Hardly was the first mule completed, when the anti-machine riots of 1779 broke out. Mobs of spinners and weavers went about crying, "Men, not machines." Rioters went everywhere, destroying all the jennies and water frames they could lay their hands on, especially all jennies having more than twenty spindles. The usual number was eighty. Crompton knew that his invention would arouse the rioters even more than the jenny or the water frame. Fearing that they would destroy it, he took it to pieces and hid it in the garret of his workroom. There it lay for weeks, before he had courage to bring it down and put it together. He now learned for the first time what his machine would do. After a little practice, he could spin yarn on it fine enough for the most delicate muslin.

His invention is called the mule, because it combines in one machine the best points in Arkwright's water frame and the best points in Hargreaves' spinning jenny. Before this, the greatest length of yarn ever spun from a pound of cotton was less than 70,000 yards. With the mule, it was possible to spin, from a single pound of cotton, a thread 300,000 yards in length.

Crompton's only idea in inventing the mule, as stated before, was to make a machine for his own use. The way before him now seemed clear, and he married. For a few months he prospered, and he and his wife were happy. But such a valuable invention could not be kept a secret long. Crompton's yarn was the finest that came to the market, and he received the highest price for it.

His neighbors began to ask, "How can Sam Crompton make such fine yarn? He must have a new kind of spinning machine." Some of them went to his home to see. Crompton, of course, tried to keep them from learning about his invention. He wanted to be let alone, so that he might reap the fruits of his labor. He even went so far as to put a special lock on his workroom, and to put screens at the windows. But his neighbors were not to be outdone. They called at unexpected times. They even brought ladders and looked over the screens. One fellow, it is said, lay in the loft overhead for days, and peeped down through a knot hole.

This spying almost drove Crompton mad. He even thought of breaking his invention to pieces. "A few months reduced me," he afterwards wrote, "to the cruel necessity either of destroying my machine altogether or of giving it up to the public. It was not in my power to keep it and work it. To destroy it, I could not think of that; to give up that for which I had labored so long was cruel. I had no patent nor the means of purchasing one. In preference to destroying it, I gave it to the public."
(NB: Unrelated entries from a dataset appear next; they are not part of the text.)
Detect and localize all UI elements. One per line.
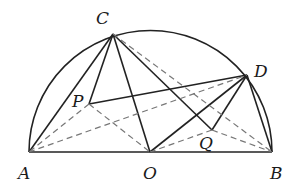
segment-CA [29, 34, 113, 152]
segment-CB-dashed [113, 34, 272, 152]
segment-QB-dashed [212, 130, 272, 152]
label-O: O [143, 163, 157, 183]
label-B: B [269, 163, 283, 183]
segment-DQ [212, 75, 247, 130]
label-P: P [71, 91, 84, 111]
label-C: C [96, 8, 109, 28]
geometry-diagram: A B O C D P Q [0, 0, 299, 196]
segment-DB [247, 75, 272, 152]
segment-AD-dashed [29, 75, 247, 152]
label-D: D [253, 61, 268, 81]
segment-PD [89, 75, 247, 104]
semicircle-arc [29, 31, 272, 152]
label-A: A [16, 163, 30, 183]
label-Q: Q [199, 133, 213, 153]
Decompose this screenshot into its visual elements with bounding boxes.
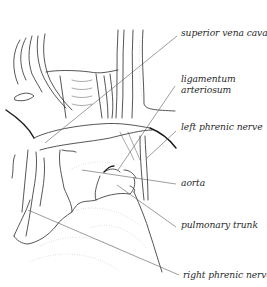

To induce him to do this, some manufacturers promised to raise a liberal purse. The total subscription amounted to only about three hundred and thirty dollars, but no sooner was the invention made public than the subscriptions stopped. Worse still, some of the subscribers refused to pay what they had promised. Crompton scarcely received enough to make him a new mule, for he had given up to the manufacturers the one he was working with, to be used by them as a model in making others.

The first mule was a crude affair, and had not more than twenty or thirty spindles. Mules of to-day are among our most beautifully constructed machines, and some of them carry a thousand spindles. The mule, like the jenny, was first worked by a spinner, but to-day they are self-acting, that is, they work themselves. The mule as thus improved is the most wonderful of all spinning machines, and is used the world over, to spin both the warp and the woof of all the finer kinds of cotton goods, and the woof of the coarser cotton cloth.

Crompton did not go wholly unrewarded, however. In part payment for the benefits of his invention, Parliament voted him twenty-five thousand dollars. But this was soon wasted by his sons in business. A few years before his death he almost came to want. Some admiring friends then raised by private subscription a fund which gave him an annual income of three hundred dollars. Without this, he would probably have died in poverty.